OK, non-SModcast question: are we ever going to see you direct a superhero movie? [Say yes say yes say yes …]

I don’t think so, dude. [DAMMIT.] Why bother after Chris Nolan made The Dark Knight? Every comic book movie is never going to measure up to that, so why be the guy that made the bad Green Hornet movie?

You really think that?

Absolutely. I believe in being responsible in filmmaking. If someone told me I could do my own Batman movie, I would be like, wow, that is thrilling, but let’s give it to someone that can do something with it.

What is it — like, the technical aspects?

Yeah. I’m just not that guy. I’m bored by action filmmaking. We just did A Couple of Dicks here in the city all summer long, and there are more action sequences in it than anything I’ve ever done before. And those action sequences were like pulling f___ing teeth with me. You spend two days shooting storyboards and nobody is talking. That’s just not why I got into it.

The big ambition for me right now is a hockey movie. That will be a real test of visual storytelling skills. I mean, on A Couple of Dicks I think me and my DP Dave Klein definitely notched it up. I don’t think anybody’s going to believe I directed the movie, because it looks slick and good. I want to take what we learned there and bring it into the hockey flick, and that will have a lot of action. When you go to a live hockey game, it’s f___ing crazy. It’s the best sport you’ve ever seen — it’s the best thing you’ve ever seen. It goes beyond sports at some point and becomes this beautiful, poetic ballet, where dudes in costumes are skating, but it’s not the Ice Capades, and they’re hitting each other, and there’s an aim and a goal … I want to try and represent what it’s like to be there, watching the game, and so far that hasn’t really come across on film. We’re going to try it.

I think I’m ready for it. I’ve been doing this, I started in ’93, so like 16 years. You just get better at s___ the longer you do it, even if you start off being inept at it. You look at Clerks, that is inept filmmaking. That’s a guy that watched three Hal Hartley movies and four Jim Jarmusch movies and said I think I’m ready. I learned on the job.

Are you going to go in front of the camera for that one?
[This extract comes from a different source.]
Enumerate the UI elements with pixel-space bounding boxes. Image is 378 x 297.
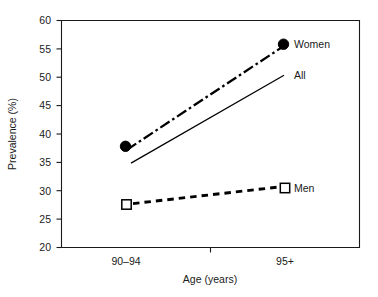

I don’t think so, man. I think I’m kind of done. Me on skates, f___ it. My ankles would snap. I’m out there enough, like on stage Q-and-Aing and stuff, that takes care of any desire to be in front of people. Like I did Jimmy Fallon the other night, and as fun as it was, I was dreading it the whole time, because, uhhhh [groans] gotta get up on TV, people looking at you — “he put on some f___ing weight, and what’s he wearing a f___ing robe for?” And all that s___. If I’m sitting in the audience looking at me, I don’t even know if I’d hear what I’d say. I’d just be like, does he know how fat he’s gotten? This is dangerous. Why are they laughing. We should be rushing him and bringing him to Cedars-Sinai and forcing him into a program!

Silent Bob was just something — like we were making Clerks, and I didn’t know if I’d ever make another movie, and I at least wanted to be in it…But I am so done with that. I’m going to be 40 dude, I can’t spin my backwards baseball cap anymore without people being like, is this Halloween? Are you trying to be a Little f___ing’ Rascal?

But to be honest I’ve tried on hats and the only hat that looks good on me is a backwards baseball cap. Nothing else works. I’ve even tried spinning the f___er around. I look like a fat trucker.